The Law & Tech Group of the School of Law and the interdisciplinary network Human Rights in the Digital Age (HRDA) of the UoN are delighted to invite you to the first in person HRDA talk for 2023:
Kieron O’Hara, Four Internets: Geopolitics, Ideologies of Technology, and the Future of Artificial Intelligence
Abstract: The Internet is a collection of hardware, software, protocols, standards, public and private organisations, databases, security, telecommunications and more. It’s not only technical, but social.

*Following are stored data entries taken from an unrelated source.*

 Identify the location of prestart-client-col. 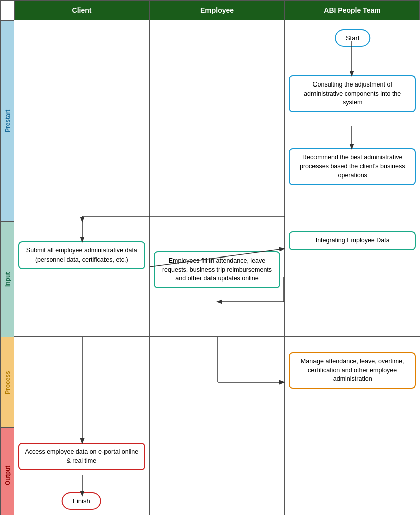
(82, 121).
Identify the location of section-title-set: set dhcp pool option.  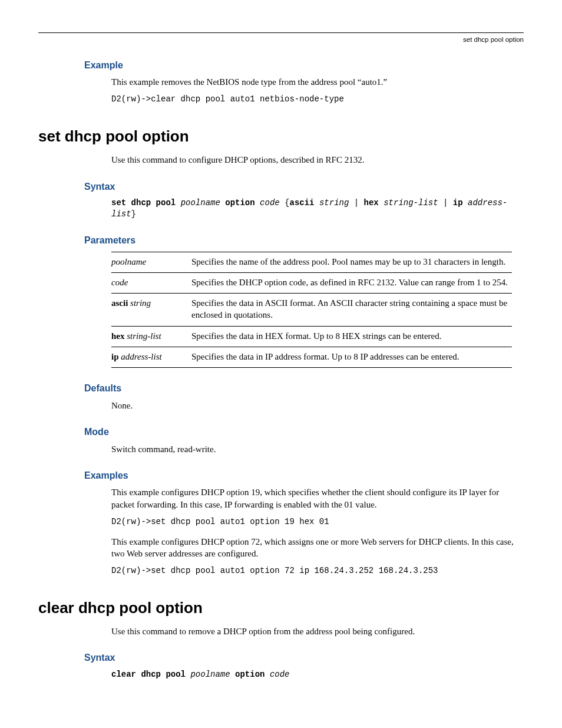
(281, 137).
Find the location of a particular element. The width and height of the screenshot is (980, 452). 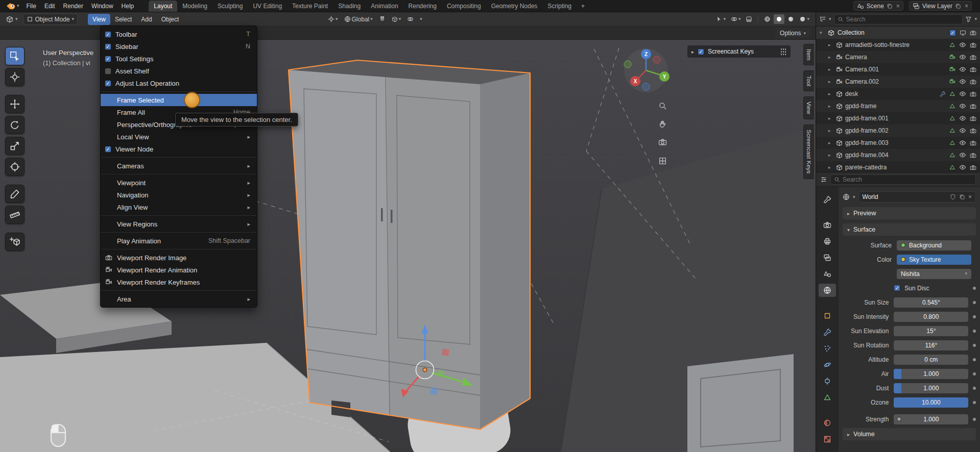

object-name: gpdd-frame.004 is located at coordinates (867, 155).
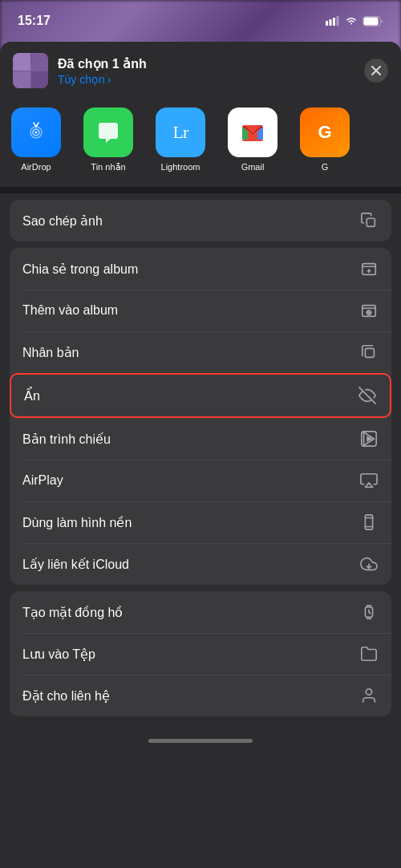  I want to click on action-duplicate: Nhân bản, so click(200, 352).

It has two major technical requirements: decentralisation, and identification (via a unique IP address), but there are several ways to realise and police the basic structure which encode or assume different values, protecting some rights and neglecting others. When these value systems are aligned with major geopolitical actors, they become influential in the Internet’s own development. This talk discerns four particularly important views: an Open Internet, a Commercial Internet, a Bourgeois Internet, and a Paternal Internet. They are in competition, but co-exist in uneasy peace, alongside a fifth, nihilistic programme of hacking and disinformation. Each of these makes different demands of Internet governance and engineering, and rests them on different assumptions about the ethics and social value of the Internet. These geopolitically-supported ideologies of technology form a lens through which we can consider technological developments, as argued in Kieron O’Hara & Wendy Hall, Four Internets. The framework will then be applied to recent developments in Artificial Intelligence.
Bio: Kieron O’Hara is emeritus fellow in electronics and computer science at the University of Southampton. His research interests include the philosophy and politics of technology, particularly the World Wide Web, and he was instrumental in developing the Anonymisation Decision-Making Framework for anonymising data. He is the author of several books, including The Enlightenment: A Beginner’s Guide (2010), The Devil’s Long Tail: Religious and Other Radicals in the Internet Marketplace (2015, with David Stevens), The Theory and Practice of Social Machines (2019, with Nigel Shadbolt, David De Roure and Wendy Hall), and Four Internets: Data, Geopolitics, and the Governance of Cyberspace (2021, with Wendy Hall). His latest book, The Seven Veils of Privacy: How Our Debates About Privacy Conceal Its Nature, will appear in Summer 2023.